WORK INSTRUCTION | Check each line of the entries below for the word "this", and copy out the ones that have it.

SUPPLIED MATERIAL |
▬▬▬▬▬▬▬▬▬▬

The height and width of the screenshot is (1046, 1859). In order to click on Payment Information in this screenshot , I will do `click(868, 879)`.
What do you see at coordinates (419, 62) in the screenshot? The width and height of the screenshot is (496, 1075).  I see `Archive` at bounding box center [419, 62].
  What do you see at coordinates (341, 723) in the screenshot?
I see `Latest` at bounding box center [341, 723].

▬▬▬▬▬▬▬▬▬▬

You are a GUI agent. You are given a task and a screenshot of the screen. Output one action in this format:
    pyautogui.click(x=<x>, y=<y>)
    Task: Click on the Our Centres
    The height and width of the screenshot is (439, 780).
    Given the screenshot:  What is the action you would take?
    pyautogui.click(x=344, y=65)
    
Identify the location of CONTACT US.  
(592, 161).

▬▬▬▬▬▬▬▬▬▬

RESPONSE TO THE TASK |
The height and width of the screenshot is (1046, 1859). In order to click on Payment Information in this screenshot , I will do `click(868, 879)`.
You are a GUI agent. You are given a task and a screenshot of the screen. Output one action in this format:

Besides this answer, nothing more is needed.